Saint Francis’ Reminder
Anyone who visits our house might guess at why we love Saint Francis of Assisi, known for his love of animals.
Anyone who visits our house might guess at why we love Saint Francis of Assisi, known for his love of animals.
In America, we use angels to sell pretty good toilet paper and terrible lingerie. We’re not much for the six-winged terror holding a burning coal to the prophet’s lips (Isaiah 6:2-7). We prefer fat cherubs with harps to sentinels with spinning, flaming swords (Genesis 3:24). Our angels aren’t divine messengers, and they don’t start their sentences with, “Fear not!” They are boring and uncool.
It happens often when we are in church: at the time of the children’s sermon, my daughter is nowhere to be found.
I went to seminary as a single, young woman in my mid-twenties after living overseas in Tanzania for three years.
Today, we honor the feast day of Hildegard of Bingen, a twelfth-century Benedictine abbess who was not elevated to sainthood until 2012. She was a prolific writer and composer, leaving us dozens of songs and poems, and nine books, including works on medicine and pharmacology.
The words “Martyrs” and “Memphis” at first glance might seem to be an odd pairing. We think of martyrs as biblical, ancient, and abroad, and Memphis as relatively young from a world history standpoint—a place for good BBQ and Blues.
Teenagers often believe that they are the first humans ever to have discovered sex. The world-altering swells of feeling and emotion—or the seeming opposite of being let down by the whole experience—feels as revolutionary to each of us as any human walking on the moon.
We were standing in front of an overflowing trash can in the neighborhood “fast-food chicken” franchise. It took me a moment to register my son asking me the question. I’d been daydreaming and lost in thought.
Ever since I returned to the church in my twenties, I have been inspired by the Blessed Virgin Mary.
The plague hit our family vacation hard this summer. It was a punishing stomach bug that took down young and old and came back for more.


* _What is being asked_
Based on the entries below, how many lines contain the word "pixels"? Respond with only the number.

··· Extracted information

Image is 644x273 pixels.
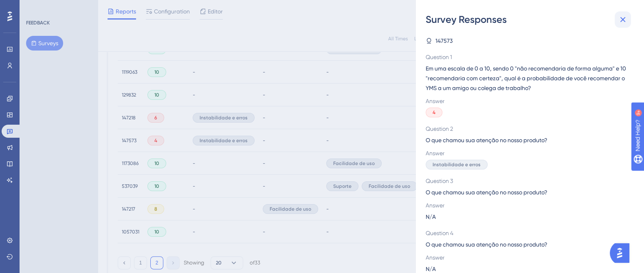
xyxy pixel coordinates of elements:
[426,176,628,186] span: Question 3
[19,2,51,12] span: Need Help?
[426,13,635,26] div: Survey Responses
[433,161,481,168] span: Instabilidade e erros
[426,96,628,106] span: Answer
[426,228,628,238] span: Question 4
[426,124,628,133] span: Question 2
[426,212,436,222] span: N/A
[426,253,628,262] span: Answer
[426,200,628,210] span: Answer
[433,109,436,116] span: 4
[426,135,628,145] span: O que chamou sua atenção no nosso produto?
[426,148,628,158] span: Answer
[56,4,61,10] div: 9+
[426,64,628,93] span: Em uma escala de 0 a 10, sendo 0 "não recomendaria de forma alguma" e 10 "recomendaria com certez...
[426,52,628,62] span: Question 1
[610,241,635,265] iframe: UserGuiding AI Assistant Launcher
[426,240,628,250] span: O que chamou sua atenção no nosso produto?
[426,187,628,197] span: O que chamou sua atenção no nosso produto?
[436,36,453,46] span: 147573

······
··· Extracted information

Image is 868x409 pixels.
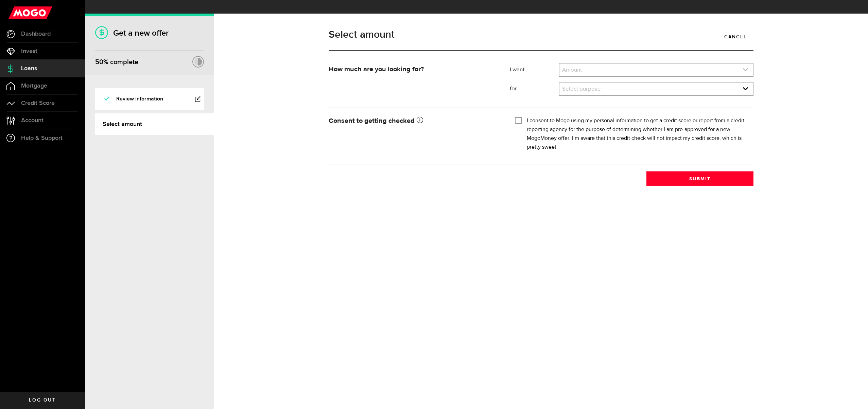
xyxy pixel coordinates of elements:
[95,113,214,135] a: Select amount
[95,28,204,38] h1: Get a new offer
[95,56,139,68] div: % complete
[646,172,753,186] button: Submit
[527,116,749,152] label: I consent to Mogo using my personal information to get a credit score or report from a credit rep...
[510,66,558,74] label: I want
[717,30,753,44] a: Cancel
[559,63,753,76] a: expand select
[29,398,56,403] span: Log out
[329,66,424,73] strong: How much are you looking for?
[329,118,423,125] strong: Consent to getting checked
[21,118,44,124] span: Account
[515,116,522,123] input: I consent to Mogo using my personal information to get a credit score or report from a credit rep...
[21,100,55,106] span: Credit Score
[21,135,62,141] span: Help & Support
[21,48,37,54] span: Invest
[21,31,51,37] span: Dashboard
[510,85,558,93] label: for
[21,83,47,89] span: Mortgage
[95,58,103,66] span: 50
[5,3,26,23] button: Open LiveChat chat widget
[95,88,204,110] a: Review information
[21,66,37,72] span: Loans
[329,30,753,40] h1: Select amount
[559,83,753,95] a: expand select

······
··· Extracted information

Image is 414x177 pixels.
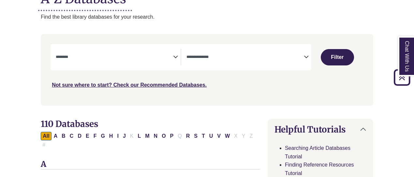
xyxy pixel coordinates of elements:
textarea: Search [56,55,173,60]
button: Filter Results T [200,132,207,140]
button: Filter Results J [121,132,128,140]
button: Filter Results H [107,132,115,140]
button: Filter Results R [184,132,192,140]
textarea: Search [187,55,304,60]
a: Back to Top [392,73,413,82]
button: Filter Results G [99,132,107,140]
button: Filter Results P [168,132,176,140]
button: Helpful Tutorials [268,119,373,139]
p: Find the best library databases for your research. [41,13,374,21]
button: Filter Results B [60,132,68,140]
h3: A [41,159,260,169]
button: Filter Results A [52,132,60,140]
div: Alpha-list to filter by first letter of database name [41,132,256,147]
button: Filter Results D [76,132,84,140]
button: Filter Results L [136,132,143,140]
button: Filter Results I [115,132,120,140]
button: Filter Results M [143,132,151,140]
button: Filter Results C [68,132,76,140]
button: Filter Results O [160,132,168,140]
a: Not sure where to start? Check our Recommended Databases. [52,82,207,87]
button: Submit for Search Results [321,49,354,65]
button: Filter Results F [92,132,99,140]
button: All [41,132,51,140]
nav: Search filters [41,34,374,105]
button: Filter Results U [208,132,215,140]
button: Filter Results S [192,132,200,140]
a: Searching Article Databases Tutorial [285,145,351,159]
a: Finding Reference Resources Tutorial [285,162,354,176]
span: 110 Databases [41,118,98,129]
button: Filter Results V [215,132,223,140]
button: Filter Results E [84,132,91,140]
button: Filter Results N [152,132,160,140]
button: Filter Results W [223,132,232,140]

······

* _Response area_
3